We have expectations of Jesus too, don’t we, just like those who were there?  We have read God’s message to us, just like those 2000 years ago.  When Jesus comes, we expect to see miracles.  We expect Him to forgive our sins when we repent.  We expect Jesus to be with us.  We expect Him to hear our prayers.  We expect these things because God has already promised all of them to us.  We didn’t just come up with them out of thin air.  We know He is faithful and just and that He keeps His promises, even though we sometimes don’t keep ours to Him.

But Jesus doesn’t always do what we expect Him to. How often do we wish Jesus could do what we want Him to do in our lives.  We see on TV, hear in school, and all over the place how people think Jesus should act.  Some say, “God couldn’t have created the world in 6 days, so you must believe, if there is a God, he used millions of years in evolution.”  Others say, “Jesus couldn’t have said some mean things in the Bible or talked about Hell because He is too nice for that.”  Others say, “I can’t believe in a God when I look around the world and see famine, disease, and war.”  And some expect that by being a Christian, by following God’s commands that our life is going to be easy because God will bless us with more stuff and more happiness.  Too often, people out there, and yes, sometimes even us, try to remake God in our image, to make Him act the way we want Him to instead of how He has said He would.  We get ourselves into trouble when we start putting expectations upon Jesus that He hasn’t put on Himself already.

Jesus didn’t do what was expected when He came into Jerusalem.  Sure, He did signs and wonders that week in Jerusalem for the people, but the week didn’t end the way His disciples expected.  They had been told what would happen, Jesus Himself had told them more than once that he must suffer and die.  And yet the Gospel of John tells us, “His disciples did not understand these things at first, but when Jesus was glorified, then they remembered that these things had been written about Him and had been done to Him.” They had forgotten what Jesus kept telling them was going to happen later that week on a cross.  They were so caught up in the parade of palm branches and singing, in the emotions of the day.  Too much going on in their lives.  Too much hustle and bustle, and they didn’t like the idea of thinking that their teacher would have to die, that one of them would betray Him, that they might be faced with death themselves by being connected.
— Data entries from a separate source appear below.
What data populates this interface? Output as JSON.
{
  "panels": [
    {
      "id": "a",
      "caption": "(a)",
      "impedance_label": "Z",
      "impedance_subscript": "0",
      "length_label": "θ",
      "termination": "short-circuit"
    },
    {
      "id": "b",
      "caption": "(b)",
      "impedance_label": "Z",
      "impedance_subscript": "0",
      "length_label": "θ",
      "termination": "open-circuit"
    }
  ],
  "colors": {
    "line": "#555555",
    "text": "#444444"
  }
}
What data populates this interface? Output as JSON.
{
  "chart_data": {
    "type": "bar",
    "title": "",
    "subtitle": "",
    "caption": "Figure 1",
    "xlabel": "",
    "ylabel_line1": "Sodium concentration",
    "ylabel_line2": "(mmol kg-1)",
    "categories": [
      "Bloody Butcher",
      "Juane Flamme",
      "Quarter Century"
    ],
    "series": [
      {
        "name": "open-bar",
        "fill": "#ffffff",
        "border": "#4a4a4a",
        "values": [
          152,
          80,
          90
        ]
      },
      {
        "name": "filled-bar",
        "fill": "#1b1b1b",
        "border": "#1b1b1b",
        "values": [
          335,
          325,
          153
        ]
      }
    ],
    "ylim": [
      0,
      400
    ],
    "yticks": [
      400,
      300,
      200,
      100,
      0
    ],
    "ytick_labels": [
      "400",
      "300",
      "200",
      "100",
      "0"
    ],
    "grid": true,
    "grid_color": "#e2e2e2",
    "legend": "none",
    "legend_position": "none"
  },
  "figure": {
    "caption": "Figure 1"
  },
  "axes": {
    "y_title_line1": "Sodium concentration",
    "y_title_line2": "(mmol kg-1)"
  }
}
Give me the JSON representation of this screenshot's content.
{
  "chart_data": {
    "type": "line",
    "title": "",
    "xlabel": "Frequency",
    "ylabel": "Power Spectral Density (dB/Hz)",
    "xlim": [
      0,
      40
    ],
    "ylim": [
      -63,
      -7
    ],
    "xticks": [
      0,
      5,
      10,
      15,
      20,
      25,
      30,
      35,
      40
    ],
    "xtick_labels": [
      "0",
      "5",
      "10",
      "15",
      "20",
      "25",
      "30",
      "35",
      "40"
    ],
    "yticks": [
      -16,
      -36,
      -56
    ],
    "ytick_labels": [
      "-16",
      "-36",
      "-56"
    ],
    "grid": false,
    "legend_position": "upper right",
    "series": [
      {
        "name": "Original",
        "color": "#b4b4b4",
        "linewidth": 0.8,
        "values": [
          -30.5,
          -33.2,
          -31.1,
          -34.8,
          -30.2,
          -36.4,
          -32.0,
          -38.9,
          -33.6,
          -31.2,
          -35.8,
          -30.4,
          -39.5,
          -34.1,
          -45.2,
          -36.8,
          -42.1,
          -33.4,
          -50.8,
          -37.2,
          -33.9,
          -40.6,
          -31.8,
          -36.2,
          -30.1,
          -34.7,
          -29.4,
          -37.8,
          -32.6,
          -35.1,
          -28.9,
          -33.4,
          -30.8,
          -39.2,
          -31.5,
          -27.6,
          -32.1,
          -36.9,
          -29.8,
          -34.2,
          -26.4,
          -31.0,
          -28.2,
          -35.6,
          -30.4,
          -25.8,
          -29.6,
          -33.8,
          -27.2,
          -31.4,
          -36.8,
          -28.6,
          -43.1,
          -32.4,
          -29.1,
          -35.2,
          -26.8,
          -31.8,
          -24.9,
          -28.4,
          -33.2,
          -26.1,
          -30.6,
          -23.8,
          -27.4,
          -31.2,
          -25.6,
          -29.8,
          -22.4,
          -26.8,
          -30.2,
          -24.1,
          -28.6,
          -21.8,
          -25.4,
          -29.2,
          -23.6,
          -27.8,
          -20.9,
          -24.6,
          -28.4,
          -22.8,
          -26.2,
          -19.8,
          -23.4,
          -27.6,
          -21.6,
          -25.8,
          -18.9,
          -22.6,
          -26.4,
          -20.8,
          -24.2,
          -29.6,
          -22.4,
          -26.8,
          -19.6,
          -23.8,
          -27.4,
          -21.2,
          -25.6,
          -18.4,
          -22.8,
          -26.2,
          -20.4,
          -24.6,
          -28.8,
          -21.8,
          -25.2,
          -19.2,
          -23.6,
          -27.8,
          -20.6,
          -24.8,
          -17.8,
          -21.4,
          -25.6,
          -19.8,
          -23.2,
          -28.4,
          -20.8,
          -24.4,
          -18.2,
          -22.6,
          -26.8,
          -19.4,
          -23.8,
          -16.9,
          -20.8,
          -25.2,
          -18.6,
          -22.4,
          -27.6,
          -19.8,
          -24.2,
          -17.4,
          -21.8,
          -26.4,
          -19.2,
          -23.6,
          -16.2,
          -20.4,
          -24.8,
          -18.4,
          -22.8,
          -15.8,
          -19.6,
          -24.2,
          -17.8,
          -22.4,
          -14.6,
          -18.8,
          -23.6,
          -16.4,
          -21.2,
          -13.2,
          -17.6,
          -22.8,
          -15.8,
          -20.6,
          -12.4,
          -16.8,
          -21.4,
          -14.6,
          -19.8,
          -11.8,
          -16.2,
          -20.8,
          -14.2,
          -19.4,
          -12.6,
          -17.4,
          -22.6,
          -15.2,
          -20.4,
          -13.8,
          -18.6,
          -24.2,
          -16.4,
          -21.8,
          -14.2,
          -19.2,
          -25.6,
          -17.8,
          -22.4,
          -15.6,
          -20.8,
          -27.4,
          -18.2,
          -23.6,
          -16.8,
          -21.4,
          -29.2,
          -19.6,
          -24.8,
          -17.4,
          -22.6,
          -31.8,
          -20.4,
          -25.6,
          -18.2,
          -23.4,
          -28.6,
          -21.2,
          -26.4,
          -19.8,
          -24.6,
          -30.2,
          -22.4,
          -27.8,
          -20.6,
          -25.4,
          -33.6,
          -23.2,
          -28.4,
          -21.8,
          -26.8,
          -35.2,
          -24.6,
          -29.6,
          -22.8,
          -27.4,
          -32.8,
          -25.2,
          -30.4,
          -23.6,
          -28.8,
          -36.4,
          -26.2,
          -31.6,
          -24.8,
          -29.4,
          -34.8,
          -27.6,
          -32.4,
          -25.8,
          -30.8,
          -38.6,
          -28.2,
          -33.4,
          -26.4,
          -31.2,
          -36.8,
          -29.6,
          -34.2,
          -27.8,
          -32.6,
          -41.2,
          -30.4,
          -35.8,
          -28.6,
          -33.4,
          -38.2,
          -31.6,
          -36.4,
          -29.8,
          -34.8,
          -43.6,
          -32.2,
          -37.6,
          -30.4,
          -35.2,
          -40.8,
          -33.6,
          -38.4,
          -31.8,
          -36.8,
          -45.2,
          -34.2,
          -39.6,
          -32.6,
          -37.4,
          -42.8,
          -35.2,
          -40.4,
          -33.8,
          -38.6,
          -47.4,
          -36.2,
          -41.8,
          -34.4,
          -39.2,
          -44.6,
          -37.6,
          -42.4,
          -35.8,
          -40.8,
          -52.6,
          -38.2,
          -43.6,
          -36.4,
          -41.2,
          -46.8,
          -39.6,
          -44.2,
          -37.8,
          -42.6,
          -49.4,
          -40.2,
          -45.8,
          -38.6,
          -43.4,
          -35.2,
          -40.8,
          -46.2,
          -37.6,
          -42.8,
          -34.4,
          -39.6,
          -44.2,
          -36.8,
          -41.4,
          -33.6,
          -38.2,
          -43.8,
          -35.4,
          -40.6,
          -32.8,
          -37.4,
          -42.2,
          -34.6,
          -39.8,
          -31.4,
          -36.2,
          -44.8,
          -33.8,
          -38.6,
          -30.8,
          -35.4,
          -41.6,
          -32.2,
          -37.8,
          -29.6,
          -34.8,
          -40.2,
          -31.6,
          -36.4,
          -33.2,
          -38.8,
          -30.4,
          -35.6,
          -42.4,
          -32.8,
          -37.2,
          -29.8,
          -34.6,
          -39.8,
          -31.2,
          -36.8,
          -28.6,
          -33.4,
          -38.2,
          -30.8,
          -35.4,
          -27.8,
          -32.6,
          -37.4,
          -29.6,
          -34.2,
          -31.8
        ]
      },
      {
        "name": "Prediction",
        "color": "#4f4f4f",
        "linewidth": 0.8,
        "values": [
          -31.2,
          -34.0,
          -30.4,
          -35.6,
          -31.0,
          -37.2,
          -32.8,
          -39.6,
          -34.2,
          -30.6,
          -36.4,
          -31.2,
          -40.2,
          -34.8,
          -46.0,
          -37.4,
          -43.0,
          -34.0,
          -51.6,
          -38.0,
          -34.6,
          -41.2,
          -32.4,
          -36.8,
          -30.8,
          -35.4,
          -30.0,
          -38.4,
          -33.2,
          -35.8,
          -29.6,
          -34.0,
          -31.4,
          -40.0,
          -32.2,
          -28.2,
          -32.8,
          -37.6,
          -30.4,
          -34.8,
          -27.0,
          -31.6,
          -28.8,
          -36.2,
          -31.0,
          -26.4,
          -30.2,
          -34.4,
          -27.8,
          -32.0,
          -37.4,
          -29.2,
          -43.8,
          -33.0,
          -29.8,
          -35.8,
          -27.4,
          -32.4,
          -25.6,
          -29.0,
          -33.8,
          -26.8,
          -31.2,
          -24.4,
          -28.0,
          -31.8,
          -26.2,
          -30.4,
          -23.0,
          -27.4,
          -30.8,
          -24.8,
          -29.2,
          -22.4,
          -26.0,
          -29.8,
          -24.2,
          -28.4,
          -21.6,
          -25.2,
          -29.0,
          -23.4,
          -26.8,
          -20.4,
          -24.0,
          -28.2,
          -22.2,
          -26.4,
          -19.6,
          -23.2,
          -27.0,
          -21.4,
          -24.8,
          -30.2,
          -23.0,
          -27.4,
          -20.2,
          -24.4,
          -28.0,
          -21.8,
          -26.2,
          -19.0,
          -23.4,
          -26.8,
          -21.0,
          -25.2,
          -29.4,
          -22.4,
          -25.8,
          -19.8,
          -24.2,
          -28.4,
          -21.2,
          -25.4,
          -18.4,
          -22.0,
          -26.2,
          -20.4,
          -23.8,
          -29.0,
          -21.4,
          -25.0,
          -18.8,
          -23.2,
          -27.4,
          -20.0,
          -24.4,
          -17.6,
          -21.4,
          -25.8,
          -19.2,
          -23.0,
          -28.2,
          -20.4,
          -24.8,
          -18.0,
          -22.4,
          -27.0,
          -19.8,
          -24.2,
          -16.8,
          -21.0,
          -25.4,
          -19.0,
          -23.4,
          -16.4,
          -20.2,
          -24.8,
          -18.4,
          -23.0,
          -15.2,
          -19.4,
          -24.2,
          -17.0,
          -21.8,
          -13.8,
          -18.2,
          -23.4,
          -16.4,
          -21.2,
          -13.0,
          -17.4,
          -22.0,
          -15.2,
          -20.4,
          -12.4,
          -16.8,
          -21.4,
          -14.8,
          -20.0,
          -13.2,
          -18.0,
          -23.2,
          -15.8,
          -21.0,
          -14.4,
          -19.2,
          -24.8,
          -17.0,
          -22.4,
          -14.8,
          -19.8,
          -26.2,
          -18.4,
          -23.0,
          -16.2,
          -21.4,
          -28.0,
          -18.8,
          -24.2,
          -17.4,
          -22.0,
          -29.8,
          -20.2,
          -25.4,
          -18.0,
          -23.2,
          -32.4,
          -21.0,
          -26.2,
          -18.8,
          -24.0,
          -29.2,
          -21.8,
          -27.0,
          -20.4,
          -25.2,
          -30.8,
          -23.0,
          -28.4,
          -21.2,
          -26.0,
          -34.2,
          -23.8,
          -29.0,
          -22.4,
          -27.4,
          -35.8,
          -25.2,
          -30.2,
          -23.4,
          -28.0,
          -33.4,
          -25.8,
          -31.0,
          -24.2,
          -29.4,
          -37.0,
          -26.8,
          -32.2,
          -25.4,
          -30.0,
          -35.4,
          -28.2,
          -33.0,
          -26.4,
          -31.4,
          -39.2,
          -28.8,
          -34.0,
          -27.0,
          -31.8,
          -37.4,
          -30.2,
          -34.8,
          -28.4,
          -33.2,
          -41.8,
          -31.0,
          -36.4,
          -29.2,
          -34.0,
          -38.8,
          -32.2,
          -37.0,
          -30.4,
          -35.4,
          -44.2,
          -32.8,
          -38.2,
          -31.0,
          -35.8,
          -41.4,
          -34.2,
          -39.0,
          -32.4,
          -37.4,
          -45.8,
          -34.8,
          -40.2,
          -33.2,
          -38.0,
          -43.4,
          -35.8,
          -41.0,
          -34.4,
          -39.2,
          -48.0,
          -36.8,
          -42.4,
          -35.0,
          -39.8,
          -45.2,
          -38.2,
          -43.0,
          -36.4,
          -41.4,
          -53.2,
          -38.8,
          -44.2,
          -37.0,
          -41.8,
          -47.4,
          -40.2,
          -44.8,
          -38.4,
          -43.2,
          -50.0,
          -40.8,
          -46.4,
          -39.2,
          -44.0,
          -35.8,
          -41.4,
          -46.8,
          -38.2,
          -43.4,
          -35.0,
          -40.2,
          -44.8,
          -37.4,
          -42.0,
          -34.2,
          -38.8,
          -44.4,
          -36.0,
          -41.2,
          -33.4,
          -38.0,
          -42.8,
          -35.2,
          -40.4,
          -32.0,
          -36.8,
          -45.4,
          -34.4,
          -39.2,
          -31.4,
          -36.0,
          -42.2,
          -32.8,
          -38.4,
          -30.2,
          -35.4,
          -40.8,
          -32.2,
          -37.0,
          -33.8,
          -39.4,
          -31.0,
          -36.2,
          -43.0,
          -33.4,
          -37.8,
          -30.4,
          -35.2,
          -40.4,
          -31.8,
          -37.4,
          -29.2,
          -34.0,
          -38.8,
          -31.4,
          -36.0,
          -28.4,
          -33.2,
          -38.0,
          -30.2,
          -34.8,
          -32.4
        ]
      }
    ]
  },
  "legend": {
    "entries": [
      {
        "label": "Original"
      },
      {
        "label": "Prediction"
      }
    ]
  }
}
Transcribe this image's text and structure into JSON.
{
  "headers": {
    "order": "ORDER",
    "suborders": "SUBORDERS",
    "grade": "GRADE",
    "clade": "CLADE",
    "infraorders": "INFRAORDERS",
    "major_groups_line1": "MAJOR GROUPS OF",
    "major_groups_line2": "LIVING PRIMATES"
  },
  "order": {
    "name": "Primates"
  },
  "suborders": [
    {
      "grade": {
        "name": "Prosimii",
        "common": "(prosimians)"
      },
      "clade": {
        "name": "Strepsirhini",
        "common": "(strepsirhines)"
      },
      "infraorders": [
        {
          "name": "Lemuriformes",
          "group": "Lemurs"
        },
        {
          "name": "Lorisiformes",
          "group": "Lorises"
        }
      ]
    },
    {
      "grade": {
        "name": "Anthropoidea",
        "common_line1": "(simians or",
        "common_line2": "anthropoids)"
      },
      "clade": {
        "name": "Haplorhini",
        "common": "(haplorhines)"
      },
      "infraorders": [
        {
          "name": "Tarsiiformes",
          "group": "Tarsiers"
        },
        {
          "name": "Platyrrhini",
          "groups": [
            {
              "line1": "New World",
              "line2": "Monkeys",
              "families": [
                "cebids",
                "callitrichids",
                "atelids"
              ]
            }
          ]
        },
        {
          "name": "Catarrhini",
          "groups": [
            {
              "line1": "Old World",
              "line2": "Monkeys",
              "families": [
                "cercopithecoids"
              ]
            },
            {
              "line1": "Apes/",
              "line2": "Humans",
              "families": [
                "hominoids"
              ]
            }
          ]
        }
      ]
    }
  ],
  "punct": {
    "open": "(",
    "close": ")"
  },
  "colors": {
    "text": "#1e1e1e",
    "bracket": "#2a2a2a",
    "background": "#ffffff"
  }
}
The Pharisees, who were already looking for ways to kill Him, even noticed this fickle and temporary excitement and said, “Look, the world has gone after Him.” How ironic that less than a week later, those same crowds, those same disciples save one, would completely abandon Him.  Alone. Tired.  Beaten.  Where you should have been, not Him. 

So I ask you this question – do you want the real Jesus?  We wave palm branches today in joy of the triumphant entry into Jerusalem just like the people back then and as people have when celebrating this day for the last 2000 years.  How universally we are tempted to have our own glory, to wave the biggest palm branch, to have the biggest and most meaningful church service.  But Jesus calls us to cross-like glory.  We can look at the people then and see how fickle and temporary their faith is during Holy Week, how fleeting their expectations, wherein they closed their hearts and minds to the true cost of the Gospel – death.  Jesus gives us the unexpected.  He gives us His suffering.  He gives us His death on a cross.  He gives us His resurrected life. 

That’s what you can expect from Jesus this week, and indeed, every day as you wait expectantly for the foundation of our Christian hope in the resurrection on Easter.